February 28, 2020
ALL COMEDY IS CONSERVATIVE:
In Conversation: John Cleese: The comedy legend on Monty Python's legacy, political correctness, and the funniest joke he ever told. (David Marchese, September 2017, Vulture)
[T]he thing about political correctness is that it starts as a good idea and then gets taken ad absurdum. And one of the reasons it gets taken ad absurdum is that a lot of the politically correct people have no sense of humor.Because they're scolds?Because they have no sense of proportion, and a sense of humor is actually a sense of proportion. It's the sense of knowing what's important. In my stage show I tell jokes that make the audience roar with laughter, jokes about the Australians or the French or the Canadians or the Germans or the Italians. I make all these jokes and everybody laughs -- and we don't hate those groups of people, do we? Take this joke: "A guy walks into a bar and says to the barman, 'You hear the latest Irish joke?' The barman says, 'I should warn you, I'm Irish.' So the guy says, 'All right then, I'll tell it slowly.'" That's funny! But if you tell that joke and replace "Irish" with "barman who isn't very intelligent" it isn't funny at all. Why should we sacrifice laughter to the cause of politically correctness if that laughter isn't rooted in nastiness? This actually reminds me of an idea I had: Every year at the U.N. they should vote one particular nation to be the butt of the joke."This year, all cultural jokes will henceforth be made at the expense of the Danes."That's right. They would just have to accept that they're the butt of the joke for a year. People find it hard to believe this, but unless we're talking about puns and wordplay, all humor is essentially critical. So to eliminate jokes that are at the expense of other people is to eliminate most jokes. If you laugh at someone, it's because his behavior is inappropriate. That's why you can't really be funny about Jesus Christ or St. Francis of Assisi, because everything they do is pretty appropriate.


=== Exercise description ===
Give back each line of the data exactly as it reads, minus the pictures.

== Input material

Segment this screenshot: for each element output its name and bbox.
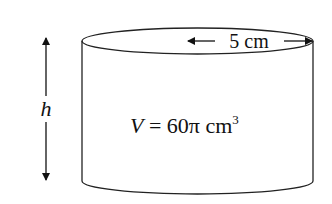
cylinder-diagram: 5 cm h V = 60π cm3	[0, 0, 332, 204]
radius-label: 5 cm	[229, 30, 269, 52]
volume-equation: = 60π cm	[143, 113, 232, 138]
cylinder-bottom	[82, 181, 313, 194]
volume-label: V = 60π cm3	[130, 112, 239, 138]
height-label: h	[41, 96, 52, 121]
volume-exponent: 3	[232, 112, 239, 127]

====

=== Expected answer ===
Segment this screenshot: for each element output its name and bbox.
cylinder-diagram: 5 cm h V = 60π cm3	[0, 0, 332, 204]
radius-label: 5 cm	[229, 30, 269, 52]
volume-equation: = 60π cm	[143, 113, 232, 138]
cylinder-bottom	[82, 181, 313, 194]
volume-label: V = 60π cm3	[130, 112, 239, 138]
height-label: h	[41, 96, 52, 121]
volume-exponent: 3	[232, 112, 239, 127]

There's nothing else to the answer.